Sep 25, 2007 8:00 AM

Disease forecasters prepare to predict next pandemic

By Judy Lin

Imagine that the AIDS epidemic with all its miseries and misunderstandings could have been prevented. Or that yet unknown microbes poised to ravage future generations could be discovered and stopped in their tracks.

Nathan Wolfe thinks it's possible.

"There's no reason to believe that pandemics will be harder to predict than earthquakes or tsunamis," said Wolfe, who is charting new territory in the nascent science of disease forecasting.

With the support of a $2.5-million Pioneer Award from the National Institutes of Health, the professor of epidemiology in the School of Public Health is creating a pilot system for exploring and understanding how viruses emerge.
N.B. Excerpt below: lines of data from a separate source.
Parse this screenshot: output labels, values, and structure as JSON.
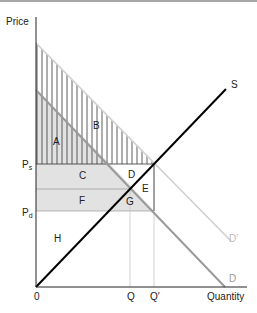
{
  "diagram": {
    "axes": {
      "y_label": "Price",
      "x_label": "Quantity",
      "origin_label": "0"
    },
    "price_levels": {
      "ps": {
        "main": "P",
        "sub": "s"
      },
      "pd": {
        "main": "P",
        "sub": "d"
      }
    },
    "quantity_levels": {
      "q": "Q",
      "q_prime": "Q′"
    },
    "curves": {
      "supply": "S",
      "demand": "D",
      "demand_shifted": "D′"
    },
    "areas": {
      "a": "A",
      "b": "B",
      "c": "C",
      "d": "D",
      "e": "E",
      "f": "F",
      "g": "G",
      "h": "H"
    },
    "colors": {
      "supply_line": "#000000",
      "demand_line": "#9a9a9a",
      "demand_shifted_line": "#c8c8c8",
      "shaded_fill": "#e2e2e2",
      "hatch": "#222222",
      "top_border": "#a8a8a8"
    }
  }
}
Working at sites as farflung as Central Africa and Borneo, China and Malaysia, Wolfe and collaborators from UCLA and around the world are building a "viral museum," collecting and analyzing specimens of novel viruses in a critical step toward identifying ways to control potentially catastrophic pathogens. Wolfe's interest in disease forecasting stems from a decade of field work in the jungles of Cameroon, where he monitored the habits and the blood pathologies of bushmeat hunters and their kills. Last May, with colleagues Jared Diamond and Claire Panosian Dunavan, Wolfe published a paper in the journal Nature that concluded that major diseases throughout history have likely all found their way to humans via animals.
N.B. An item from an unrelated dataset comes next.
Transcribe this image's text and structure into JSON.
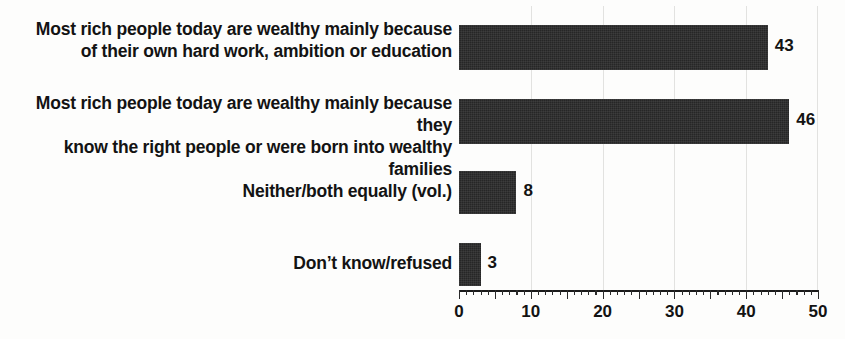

"Infectious diseases springing from wild primate populations regularly infect human populations of hunters and gatherers, a cycle that presumably has endured for millions of years," Wolfe said. Earlier, he and his colleagues were the first to demonstrate the ongoing transmission of retroviruses — the class of viruses which includes HIV — in the human population.

HIV, Wolfe noted, is effectively a bushmeat disease that made the jump from chimpanzee to humans generations ago but which until recently was primarily limited to a small number of cases. Globalization, however, has changed that.

"Previously, we lived in more or less isolated communities," Wolfe said. "Maybe disease would pop over from an animal to a community but only with the potential to either simmer through or flare through that population and then go extinct … Today, however, that population is effectively the world, linked by road networks and trains and planes and automobiles, and once a disease makes the jump, it suddenly has six billion people that it can potentially connect with."

Viruses represent living entities which are probably the least understood and perhaps the most important for humans," Wolfe said. A great deal needs to be learned about them. When it comes to actually forecasting disease, "We're really in the stone ages," much like, for example, the field of cardiology a half-century ago: "pretty much waiting for the heart attack to occur as opposed to trying to do prediction and prevention."

With the aid of new molecular tools and other scientific advances, researchers are developing the science of disease forecasting as they go, collecting data according to a standardized protocol developed in Wolfe's lab, which also serves as a central repository for the collection. Working with the contents of this "viral museum," as Wolfe describes it, scientists can analyze and catalog the diversity of microbial agents, characterize animal pathogens that might threaten humans in the future, and perhaps detect and control the emergence of a disease in humans before it can spread. "The science of disease forecasting is still in its infancy, but we're not going to wait until we have a perfect science," Wolfe said. "We need to go out there and start doing something about it now."